HOUSTON– Riding a 2-for-14 stretch at the plate, Houston baseball needed an answer to break a late 3-3 tie in a game where its start was delayed 70 minutes by weather.
That uncertainty, if the long night would end in its favor, grew when junior right-hander Jackson Blank retired the first two Cougars on four pitches in the top of the ninth.
Junior catcher Riley Jackson, however, not only ended that uncertainty, but ultimately clinched Houston its fifth straight Silver Glove series title on the first pitch he saw from Blank, unloading a go-ahead solo home run to left towards its 4-3 win over Rice Tuesday at Reckling Park.
“I wasn’t having the best day, so I just had the mindset of ‘I ain’t got nothing to lose, might as well go up there and try and hit one’,” Jackson said.
That mindset carried more meaning to the entire team, including coach Todd Whitting, in taking back the Silver Glove trophy, considering the Cougars were slowly thinning the margin in the all-time series between the two programs.
“That trophy, especially for somebody like me that’s been around the program for a long time, means a lot,” Whitting said. “I think there was a 14-year stretch where we didn’t win the Silver Glove, so it’s something that means a lot to the program and means a lot to the people who have been around the program for a long time.”
That stretch not only created the current head-to-head gap the Cougars were trying to close in on, but contained moments they wish they got back. Most notably, they fell to the eventual national champion Owls in the 2003 Houston Super Regional at Reckling Park after sitting just one win away from their first trip to Omaha since 1967.
But as seasons progressed and some did not go the way they envisioned them, there was always solace in making the rivalry heat up once more, as the Cougars grabbed their 24th win in the last 34 meetings with Rice and 26th under Whitting in the series.
The win also salvaged a scare from junior right-hander Alex Solis, who for four innings had anchored the Owls to just one hit in relief of freshman right-hander Caden Cooper.
Upon acting on a swinging bunt by sophomore infielder Cole Green towards the left side of the infield in the bottom of the seventh, Solis took a fall that required him to be lifted in favor of freshman left-hander Max McCraray.
With Houston missing its long relief option in Solis, McCraray and junior right-hander Richie Roman, who earned his second win of the season, took the baton and held the Owls hitless for the final 2 ⅓ innings, sealing Jackson’s homer as the difference.
While the Cougars, now 18-21 overall, avoided another significant losing streak as part of the ongoing nine-game road trip, another challenging leg of the trip awaits in Big 12 play. They’ll make the trip to Fort Worth to take on TCU at Lupton Stadium in a three-game series beginning Friday, April 24 at 6 p.m.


Prompt: Copy each line below exactly.

Input for this task:
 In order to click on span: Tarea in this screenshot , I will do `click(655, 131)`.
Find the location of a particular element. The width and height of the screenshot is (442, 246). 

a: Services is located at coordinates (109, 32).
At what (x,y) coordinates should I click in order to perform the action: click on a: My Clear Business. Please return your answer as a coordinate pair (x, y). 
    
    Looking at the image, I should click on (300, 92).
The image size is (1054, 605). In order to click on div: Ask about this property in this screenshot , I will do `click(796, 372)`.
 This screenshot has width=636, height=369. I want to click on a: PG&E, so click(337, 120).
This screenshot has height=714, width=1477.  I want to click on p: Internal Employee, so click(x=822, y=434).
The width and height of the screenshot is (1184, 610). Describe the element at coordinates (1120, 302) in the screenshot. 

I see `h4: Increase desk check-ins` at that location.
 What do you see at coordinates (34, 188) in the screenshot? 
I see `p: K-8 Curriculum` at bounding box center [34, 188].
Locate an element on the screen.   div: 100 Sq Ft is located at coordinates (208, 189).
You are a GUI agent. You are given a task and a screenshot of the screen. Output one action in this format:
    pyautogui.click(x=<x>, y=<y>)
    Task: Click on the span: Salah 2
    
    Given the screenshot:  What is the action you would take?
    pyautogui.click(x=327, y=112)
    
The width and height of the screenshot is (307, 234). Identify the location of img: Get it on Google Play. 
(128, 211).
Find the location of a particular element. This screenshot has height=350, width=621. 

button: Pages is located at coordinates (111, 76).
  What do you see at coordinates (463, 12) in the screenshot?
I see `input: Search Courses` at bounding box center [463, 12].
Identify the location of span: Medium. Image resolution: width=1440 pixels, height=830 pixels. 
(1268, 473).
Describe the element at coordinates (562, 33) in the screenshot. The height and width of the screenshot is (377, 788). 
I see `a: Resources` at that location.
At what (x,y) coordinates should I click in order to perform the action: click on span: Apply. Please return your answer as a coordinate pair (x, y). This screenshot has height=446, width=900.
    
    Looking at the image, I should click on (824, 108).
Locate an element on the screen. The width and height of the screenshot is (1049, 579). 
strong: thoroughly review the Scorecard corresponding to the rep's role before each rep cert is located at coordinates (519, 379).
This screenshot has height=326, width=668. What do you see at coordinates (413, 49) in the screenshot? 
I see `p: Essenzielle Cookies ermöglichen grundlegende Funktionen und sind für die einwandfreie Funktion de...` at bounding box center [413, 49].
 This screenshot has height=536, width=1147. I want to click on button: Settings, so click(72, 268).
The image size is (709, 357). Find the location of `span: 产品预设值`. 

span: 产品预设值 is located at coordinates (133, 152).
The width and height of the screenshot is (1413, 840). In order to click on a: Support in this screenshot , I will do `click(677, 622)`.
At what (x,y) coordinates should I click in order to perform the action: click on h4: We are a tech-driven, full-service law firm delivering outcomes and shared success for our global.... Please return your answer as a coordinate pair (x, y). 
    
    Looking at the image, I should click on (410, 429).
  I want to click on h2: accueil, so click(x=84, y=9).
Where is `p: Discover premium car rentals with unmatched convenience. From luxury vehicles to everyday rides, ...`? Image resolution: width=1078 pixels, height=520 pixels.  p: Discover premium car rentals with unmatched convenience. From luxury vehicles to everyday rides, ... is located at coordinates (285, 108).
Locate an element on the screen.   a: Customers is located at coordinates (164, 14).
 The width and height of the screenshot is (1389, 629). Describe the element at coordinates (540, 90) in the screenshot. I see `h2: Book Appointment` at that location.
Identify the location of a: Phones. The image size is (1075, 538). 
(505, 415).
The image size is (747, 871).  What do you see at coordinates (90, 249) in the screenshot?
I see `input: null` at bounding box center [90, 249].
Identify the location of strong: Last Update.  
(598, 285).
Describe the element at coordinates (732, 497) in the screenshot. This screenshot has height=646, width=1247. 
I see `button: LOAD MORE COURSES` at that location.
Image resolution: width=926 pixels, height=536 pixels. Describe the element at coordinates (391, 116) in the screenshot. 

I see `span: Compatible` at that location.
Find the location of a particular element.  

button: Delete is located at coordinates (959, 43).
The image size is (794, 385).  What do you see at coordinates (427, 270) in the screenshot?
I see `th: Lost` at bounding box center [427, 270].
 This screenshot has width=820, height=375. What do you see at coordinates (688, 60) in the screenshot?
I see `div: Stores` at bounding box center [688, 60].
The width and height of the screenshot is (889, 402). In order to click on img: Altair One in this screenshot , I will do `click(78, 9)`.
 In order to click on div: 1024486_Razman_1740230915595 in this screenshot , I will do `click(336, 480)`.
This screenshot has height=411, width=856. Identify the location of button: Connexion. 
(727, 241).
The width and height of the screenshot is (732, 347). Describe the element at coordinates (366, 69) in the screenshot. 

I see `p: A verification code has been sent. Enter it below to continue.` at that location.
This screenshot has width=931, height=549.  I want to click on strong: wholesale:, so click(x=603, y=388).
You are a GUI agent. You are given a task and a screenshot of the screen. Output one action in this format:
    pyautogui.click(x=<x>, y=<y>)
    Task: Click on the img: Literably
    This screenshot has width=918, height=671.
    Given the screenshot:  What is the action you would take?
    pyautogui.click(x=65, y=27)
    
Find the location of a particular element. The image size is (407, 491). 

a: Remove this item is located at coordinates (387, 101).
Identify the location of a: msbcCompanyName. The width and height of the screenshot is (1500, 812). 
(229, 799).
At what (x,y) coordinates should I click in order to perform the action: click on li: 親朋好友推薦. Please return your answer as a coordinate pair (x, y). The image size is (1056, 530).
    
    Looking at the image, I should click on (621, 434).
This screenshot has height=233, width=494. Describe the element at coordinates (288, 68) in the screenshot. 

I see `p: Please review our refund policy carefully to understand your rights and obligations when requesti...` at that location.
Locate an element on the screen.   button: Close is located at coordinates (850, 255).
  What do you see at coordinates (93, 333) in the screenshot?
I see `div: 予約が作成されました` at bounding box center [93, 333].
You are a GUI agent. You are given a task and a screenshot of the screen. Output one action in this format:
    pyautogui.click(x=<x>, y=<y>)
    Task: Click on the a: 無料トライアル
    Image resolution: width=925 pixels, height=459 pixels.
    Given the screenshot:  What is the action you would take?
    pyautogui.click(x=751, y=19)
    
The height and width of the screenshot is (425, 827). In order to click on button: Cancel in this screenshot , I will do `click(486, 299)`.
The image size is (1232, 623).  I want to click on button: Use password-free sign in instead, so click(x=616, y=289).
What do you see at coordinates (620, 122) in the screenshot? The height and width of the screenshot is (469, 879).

Response:
 In order to click on span: Tarea in this screenshot , I will do `click(655, 131)`.
Find the location of a particular element. The width and height of the screenshot is (442, 246). 

a: Services is located at coordinates (109, 32).
At what (x,y) coordinates should I click in order to perform the action: click on a: My Clear Business. Please return your answer as a coordinate pair (x, y). 
    
    Looking at the image, I should click on (300, 92).
The image size is (1054, 605). In order to click on div: Ask about this property in this screenshot , I will do `click(796, 372)`.
 This screenshot has width=636, height=369. I want to click on a: PG&E, so click(337, 120).
This screenshot has height=714, width=1477.  I want to click on p: Internal Employee, so click(x=822, y=434).
The width and height of the screenshot is (1184, 610). Describe the element at coordinates (1120, 302) in the screenshot. 

I see `h4: Increase desk check-ins` at that location.
 What do you see at coordinates (34, 188) in the screenshot? 
I see `p: K-8 Curriculum` at bounding box center [34, 188].
Locate an element on the screen.   div: 100 Sq Ft is located at coordinates (208, 189).
You are a GUI agent. You are given a task and a screenshot of the screen. Output one action in this format:
    pyautogui.click(x=<x>, y=<y>)
    Task: Click on the span: Salah 2
    
    Given the screenshot:  What is the action you would take?
    pyautogui.click(x=327, y=112)
    
The width and height of the screenshot is (307, 234). Identify the location of img: Get it on Google Play. 
(128, 211).
Find the location of a particular element. This screenshot has height=350, width=621. 

button: Pages is located at coordinates (111, 76).
  What do you see at coordinates (463, 12) in the screenshot?
I see `input: Search Courses` at bounding box center [463, 12].
Identify the location of span: Medium. Image resolution: width=1440 pixels, height=830 pixels. 
(1268, 473).
Describe the element at coordinates (562, 33) in the screenshot. The height and width of the screenshot is (377, 788). 
I see `a: Resources` at that location.
At what (x,y) coordinates should I click in order to perform the action: click on span: Apply. Please return your answer as a coordinate pair (x, y). This screenshot has height=446, width=900.
    
    Looking at the image, I should click on (824, 108).
Locate an element on the screen. The width and height of the screenshot is (1049, 579). 
strong: thoroughly review the Scorecard corresponding to the rep's role before each rep cert is located at coordinates (519, 379).
This screenshot has height=326, width=668. What do you see at coordinates (413, 49) in the screenshot? 
I see `p: Essenzielle Cookies ermöglichen grundlegende Funktionen und sind für die einwandfreie Funktion de...` at bounding box center [413, 49].
 This screenshot has height=536, width=1147. I want to click on button: Settings, so click(72, 268).
The image size is (709, 357). Find the location of `span: 产品预设值`. 

span: 产品预设值 is located at coordinates (133, 152).
The width and height of the screenshot is (1413, 840). In order to click on a: Support in this screenshot , I will do `click(677, 622)`.
At what (x,y) coordinates should I click in order to perform the action: click on h4: We are a tech-driven, full-service law firm delivering outcomes and shared success for our global.... Please return your answer as a coordinate pair (x, y). 
    
    Looking at the image, I should click on (410, 429).
  I want to click on h2: accueil, so click(x=84, y=9).
Where is `p: Discover premium car rentals with unmatched convenience. From luxury vehicles to everyday rides, ...`? Image resolution: width=1078 pixels, height=520 pixels.  p: Discover premium car rentals with unmatched convenience. From luxury vehicles to everyday rides, ... is located at coordinates (285, 108).
Locate an element on the screen.   a: Customers is located at coordinates (164, 14).
 The width and height of the screenshot is (1389, 629). Describe the element at coordinates (540, 90) in the screenshot. I see `h2: Book Appointment` at that location.
Identify the location of a: Phones. The image size is (1075, 538). 
(505, 415).
The image size is (747, 871).  What do you see at coordinates (90, 249) in the screenshot?
I see `input: null` at bounding box center [90, 249].
Identify the location of strong: Last Update.  
(598, 285).
Describe the element at coordinates (732, 497) in the screenshot. This screenshot has height=646, width=1247. 
I see `button: LOAD MORE COURSES` at that location.
Image resolution: width=926 pixels, height=536 pixels. Describe the element at coordinates (391, 116) in the screenshot. 

I see `span: Compatible` at that location.
Find the location of a particular element.  

button: Delete is located at coordinates (959, 43).
The image size is (794, 385).  What do you see at coordinates (427, 270) in the screenshot?
I see `th: Lost` at bounding box center [427, 270].
 This screenshot has width=820, height=375. What do you see at coordinates (688, 60) in the screenshot?
I see `div: Stores` at bounding box center [688, 60].
The width and height of the screenshot is (889, 402). In order to click on img: Altair One in this screenshot , I will do `click(78, 9)`.
 In order to click on div: 1024486_Razman_1740230915595 in this screenshot , I will do `click(336, 480)`.
This screenshot has height=411, width=856. Identify the location of button: Connexion. 
(727, 241).
The width and height of the screenshot is (732, 347). Describe the element at coordinates (366, 69) in the screenshot. 

I see `p: A verification code has been sent. Enter it below to continue.` at that location.
This screenshot has width=931, height=549.  I want to click on strong: wholesale:, so click(x=603, y=388).
You are a GUI agent. You are given a task and a screenshot of the screen. Output one action in this format:
    pyautogui.click(x=<x>, y=<y>)
    Task: Click on the img: Literably
    This screenshot has width=918, height=671.
    Given the screenshot:  What is the action you would take?
    pyautogui.click(x=65, y=27)
    
Find the location of a particular element. The image size is (407, 491). 

a: Remove this item is located at coordinates (387, 101).
Identify the location of a: msbcCompanyName. The width and height of the screenshot is (1500, 812). 
(229, 799).
At what (x,y) coordinates should I click in order to perform the action: click on li: 親朋好友推薦. Please return your answer as a coordinate pair (x, y). The image size is (1056, 530).
    
    Looking at the image, I should click on (621, 434).
This screenshot has height=233, width=494. Describe the element at coordinates (288, 68) in the screenshot. 

I see `p: Please review our refund policy carefully to understand your rights and obligations when requesti...` at that location.
Locate an element on the screen.   button: Close is located at coordinates (850, 255).
  What do you see at coordinates (93, 333) in the screenshot?
I see `div: 予約が作成されました` at bounding box center [93, 333].
You are a GUI agent. You are given a task and a screenshot of the screen. Output one action in this format:
    pyautogui.click(x=<x>, y=<y>)
    Task: Click on the a: 無料トライアル
    Image resolution: width=925 pixels, height=459 pixels.
    Given the screenshot:  What is the action you would take?
    pyautogui.click(x=751, y=19)
    
The height and width of the screenshot is (425, 827). In order to click on button: Cancel in this screenshot , I will do `click(486, 299)`.
The image size is (1232, 623).  I want to click on button: Use password-free sign in instead, so click(x=616, y=289).
What do you see at coordinates (620, 122) in the screenshot? The height and width of the screenshot is (469, 879).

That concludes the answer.